The military quickly fingered the Moro Islamic Liberation Front (MILF) and said it had arrested five members in connection with the attack. MILF spokesman Eid Kabalu denied the charge, said none of its members had been arrested, and described the attack as "barbaric."

Other Philippine security officials said the blast might have been the work of the "Pentagon," a kidnap-for-ransom gang with ties to Islamic militants that operate near Davao. Then on Wednesday, a senior member of a separate kidnapping group, Abu Sayyaf, told a Philippine television station that his organization had carried out the attack.

But the country's worst attack in more than two years has made one thing clear: The Philippine terrorism problem is as complicated as any in the world. The southern island of Mindanao, where most of the country's Muslim minority lives, is crisscrossed with competing criminal gangs, separatist organizations, and freelancers who cultivate multiple alliances. Many residents say police and military corruption have contributed to the problem.

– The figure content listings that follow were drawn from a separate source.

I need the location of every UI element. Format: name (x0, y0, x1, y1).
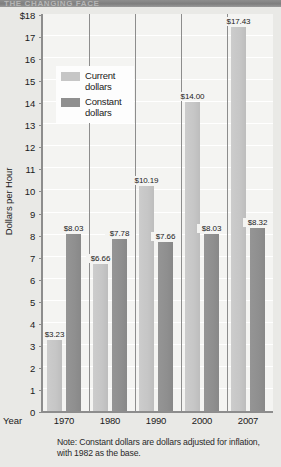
group-separator (227, 14, 228, 411)
y-axis-tick-label: 2 (1, 364, 39, 373)
legend-label-current-line2: dollars (85, 81, 112, 92)
x-axis-ticks: 19701980199020002007 (41, 415, 273, 431)
bar-1990-constant (158, 242, 173, 411)
bar-value-label: $10.19 (132, 176, 162, 185)
chart-title-text: THE CHANGING FACE (0, 0, 281, 7)
bar-1980-constant (112, 239, 127, 411)
bar-1980-current (93, 264, 108, 411)
legend-label-current: Currentdollars (85, 71, 115, 92)
legend-item-constant: Constantdollars (61, 97, 130, 118)
y-axis-tick-label: 13 (1, 121, 39, 130)
group-separator (135, 14, 136, 411)
bar-2000-constant (204, 234, 219, 411)
y-axis-tick-label: 7 (1, 254, 39, 263)
y-axis-tick-label: 1 (1, 386, 39, 395)
x-axis-tick-2000: 2000 (179, 415, 225, 427)
legend-label-constant: Constantdollars (85, 97, 121, 118)
bar-value-label: $14.00 (178, 92, 208, 101)
y-axis-tick-label: 14 (1, 99, 39, 108)
bar-2007-constant (250, 228, 265, 412)
bar-value-label: $7.66 (151, 232, 181, 241)
bar-value-label: $8.32 (243, 218, 273, 227)
legend-item-current: Currentdollars (61, 71, 130, 92)
legend-label-current-line1: Current (85, 70, 115, 81)
bar-value-label: $8.03 (59, 224, 89, 233)
chart-legend: Currentdollars Constantdollars (56, 66, 134, 123)
x-axis-tick-2007: 2007 (225, 415, 271, 427)
legend-label-constant-line1: Constant (85, 96, 121, 107)
y-axis-tick-label: 4 (1, 320, 39, 329)
bar-value-label: $17.43 (224, 17, 254, 26)
bar-value-label: $7.78 (105, 229, 135, 238)
y-axis-title: Dollars per Hour (3, 157, 14, 247)
y-axis-tick-label: 5 (1, 298, 39, 307)
y-axis-tick-label: 17 (1, 33, 39, 42)
y-axis-tick-label: 6 (1, 276, 39, 285)
x-axis-tick-1970: 1970 (41, 415, 87, 427)
y-axis-tick-label: 15 (1, 77, 39, 86)
x-axis-title: Year (3, 415, 22, 427)
group-separator (181, 14, 182, 411)
chart-note-line2: with 1982 as the base. (57, 448, 277, 459)
y-axis-tick-label: 3 (1, 342, 39, 351)
chart-note-line1: Note: Constant dollars are dollars adjus… (57, 437, 277, 448)
chart-figure: THE CHANGING FACE $181716151413121110987… (0, 0, 281, 467)
legend-swatch-current-icon (61, 72, 80, 81)
chart-title-strip: THE CHANGING FACE (0, 0, 281, 7)
bar-value-label: $6.66 (86, 254, 116, 263)
y-axis-tick-label: 16 (1, 55, 39, 64)
bar-1970-constant (66, 234, 81, 411)
y-axis-tick-label: 12 (1, 143, 39, 152)
x-axis-tick-1980: 1980 (87, 415, 133, 427)
x-axis-tick-1990: 1990 (133, 415, 179, 427)
chart-note: Note: Constant dollars are dollars adjus… (57, 437, 277, 459)
bar-1990-current (139, 186, 154, 411)
bar-1970-current (47, 340, 62, 411)
legend-swatch-constant-icon (61, 98, 80, 107)
bar-2000-current (185, 102, 200, 411)
bar-value-label: $8.03 (197, 224, 227, 233)
y-axis-tick-label: $18 (1, 11, 39, 20)
legend-label-constant-line2: dollars (85, 107, 112, 118)
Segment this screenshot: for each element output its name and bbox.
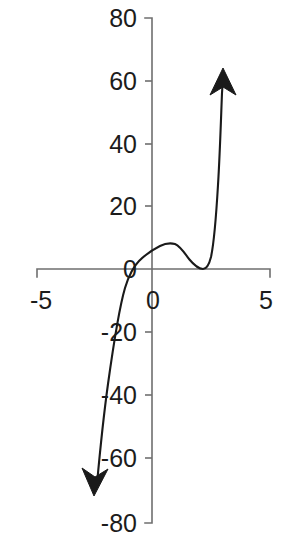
x-tick-label-neg5: -5 xyxy=(30,286,52,314)
chart-container: 80 60 40 20 0 -20 -40 -60 -80 -5 0 5 xyxy=(0,0,286,556)
y-axis-line xyxy=(145,18,152,523)
line-chart: 80 60 40 20 0 -20 -40 -60 -80 -5 0 5 xyxy=(0,0,286,556)
x-tick-label-0: 0 xyxy=(146,286,160,314)
y-tick-label-60: 60 xyxy=(109,67,137,95)
down-arrow-icon xyxy=(82,468,108,496)
x-tick-label-5: 5 xyxy=(259,286,273,314)
y-tick-label-80: 80 xyxy=(109,4,137,32)
y-tick-label-0: 0 xyxy=(123,255,137,283)
y-tick-label-neg20: -20 xyxy=(101,318,137,346)
x-axis-line xyxy=(37,269,270,277)
y-tick-label-neg60: -60 xyxy=(101,444,137,472)
y-tick-label-40: 40 xyxy=(109,130,137,158)
y-tick-label-20: 20 xyxy=(109,192,137,220)
y-tick-label-neg80: -80 xyxy=(101,509,137,537)
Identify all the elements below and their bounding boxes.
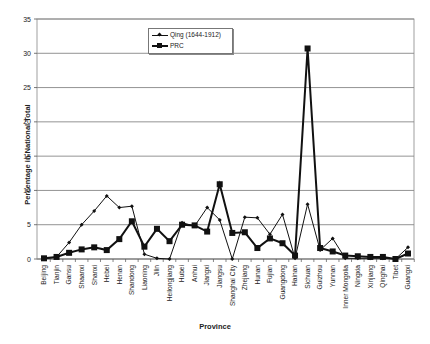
square-marker-icon bbox=[380, 254, 386, 260]
square-marker-icon bbox=[154, 226, 160, 232]
diamond-marker-icon bbox=[168, 257, 172, 261]
x-tick-label: Ningxia bbox=[354, 265, 362, 287]
square-marker-icon bbox=[179, 222, 185, 228]
square-marker-icon bbox=[392, 256, 398, 262]
x-tick-label: Guizhou bbox=[316, 265, 323, 290]
gridlines bbox=[37, 19, 414, 259]
x-tick-label: Shandong bbox=[128, 265, 136, 295]
square-marker-icon bbox=[292, 253, 298, 259]
plot-area bbox=[37, 19, 414, 259]
diamond-marker-icon bbox=[130, 204, 134, 208]
square-marker-icon bbox=[66, 250, 72, 256]
diamond-marker-icon bbox=[230, 257, 234, 261]
legend: Qing (1644-1912) PRC bbox=[148, 28, 233, 54]
x-tick-label: Inner Mongolia bbox=[342, 265, 350, 309]
x-tick-label: Zhejiang bbox=[241, 265, 249, 291]
x-tick-label: Fujian bbox=[266, 265, 274, 283]
x-tick-label: Hebei bbox=[103, 264, 110, 282]
legend-label: PRC bbox=[170, 42, 184, 49]
x-tick-label: Henan bbox=[116, 265, 123, 285]
square-marker-icon bbox=[317, 245, 323, 251]
diamond-marker-icon bbox=[152, 31, 168, 39]
diamond-marker-icon bbox=[142, 252, 146, 256]
square-marker-icon bbox=[91, 244, 97, 250]
x-tick-label: Shanghai City bbox=[229, 264, 237, 306]
x-tick-label: Hunan bbox=[254, 265, 261, 285]
x-tick-label: Sichuan bbox=[304, 265, 311, 289]
legend-item-qing: Qing (1644-1912) bbox=[149, 29, 232, 40]
x-tick-label: Shanxi bbox=[91, 264, 98, 285]
square-marker-icon bbox=[141, 244, 147, 250]
square-marker-icon bbox=[342, 253, 348, 259]
square-marker-icon bbox=[104, 247, 110, 253]
diamond-marker-icon bbox=[243, 215, 247, 219]
x-tick-label: Guangxi bbox=[404, 264, 412, 289]
series-lines bbox=[41, 45, 411, 262]
square-marker-icon bbox=[405, 251, 411, 257]
square-marker-icon bbox=[129, 218, 135, 224]
x-tick-label: Hubei bbox=[178, 264, 185, 282]
square-marker-icon bbox=[167, 238, 173, 244]
y-tick-label: 0 bbox=[27, 256, 31, 263]
legend-item-prc: PRC bbox=[149, 40, 232, 51]
square-marker-icon bbox=[267, 235, 273, 241]
square-marker-icon bbox=[152, 42, 168, 50]
x-axis-label: Province bbox=[0, 322, 430, 331]
y-tick-label: 30 bbox=[23, 50, 31, 57]
square-marker-icon bbox=[54, 254, 60, 260]
x-tick-label: Jilin bbox=[153, 265, 160, 277]
x-tick-label: Tianjin bbox=[53, 265, 61, 285]
y-tick-label: 35 bbox=[23, 16, 31, 23]
square-marker-icon bbox=[204, 229, 210, 235]
square-marker-icon bbox=[217, 181, 223, 187]
diamond-marker-icon bbox=[306, 202, 310, 206]
x-tick-label: Tibet bbox=[392, 265, 399, 280]
x-tick-label: Anhui bbox=[191, 264, 198, 281]
square-marker-icon bbox=[116, 236, 122, 242]
square-marker-icon bbox=[41, 255, 47, 261]
square-marker-icon bbox=[279, 240, 285, 246]
square-marker-icon bbox=[192, 222, 198, 228]
square-marker-icon bbox=[355, 253, 361, 259]
x-tick-label: Yunnan bbox=[329, 265, 336, 288]
legend-label: Qing (1644-1912) bbox=[170, 31, 221, 38]
x-tick-label: Guangdong bbox=[279, 265, 287, 300]
x-tick-label: Jiangsu bbox=[216, 265, 224, 288]
x-tick-label: Jiangxi bbox=[203, 264, 211, 285]
x-tick-label: Qinghai bbox=[379, 264, 387, 287]
x-tick-label: Liaoning bbox=[141, 265, 149, 290]
diamond-marker-icon bbox=[155, 256, 159, 260]
x-tick-label: Shaanxi bbox=[78, 264, 85, 288]
x-tick-label: Gansu bbox=[65, 265, 72, 285]
square-marker-icon bbox=[330, 248, 336, 254]
x-tick-label: Hainan bbox=[291, 265, 298, 286]
series-line bbox=[44, 48, 408, 259]
square-marker-icon bbox=[367, 254, 373, 260]
x-axis-ticks: BeijingTianjinGansuShaanxiShanxiHebeiHen… bbox=[40, 259, 414, 309]
y-axis-label: Percentage in National Total bbox=[23, 80, 32, 230]
square-marker-icon bbox=[79, 246, 85, 252]
square-marker-icon bbox=[305, 45, 311, 51]
x-tick-label: Heilongjiang bbox=[166, 265, 174, 302]
square-marker-icon bbox=[242, 229, 248, 235]
x-tick-label: Beijing bbox=[40, 265, 48, 285]
square-marker-icon bbox=[229, 230, 235, 236]
square-marker-icon bbox=[254, 245, 260, 251]
x-tick-label: Xinjiang bbox=[367, 265, 375, 289]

The attack was evidence of why the Bush administration remains eager, despite the buildup toward war with Iraq, to send fresh troops to the Philippines to help fight Abu Sayyaf, probably the most aggressive of the armed groups in the area.

"The bombing underscores the seriousness of the terrorist threat in the southern Philippines," US President George Bush's Press Secretary Ari Fleischer said Tuesday.

But it also underscores the confusing and potentially dangerous quagmire the US could face if it expands its military presence. The Bush administration has been pushing the Philippines to agree to the deployment of 3,000 US marines and soldiers to help hunt Abu Sayyaf in the tiny Sulu Archipelago off Mindanao's western peninsula, which serves as the group's stronghold.

While the Philippine military is eager for more aid and training, the country's constitution bars foreign troops from engaging in combat, and public opposition to the plan boiled over as the exercise drew near. A US deployment to Zamboanga City on Mindanao and the nearby Basilan Island to hunt Abu Sayyaf last year limited US troops to training Filipino commando units.

After negotiations this week between US and Filipino officials, President Gloria Arroyo Wednesday welcomed US help but reiterated there would be no role for US combat troops. "Help on surveillance, help on hardware, help on training, providing light in night battles, all of those can be allowed."

Anger over America's colonial past is an enduring strain on US-Filipino ties. In the Muslim south, a violent US-led campaign against Muslim separatists 100 years ago, is still remembered. "The US presence in the south can bring up dark wounds and old memories,'' says Marites Vitug, editor of Manila's Newsbreak magazine. "There's a danger - not a huge danger, but a danger - that the US could complicate peace efforts."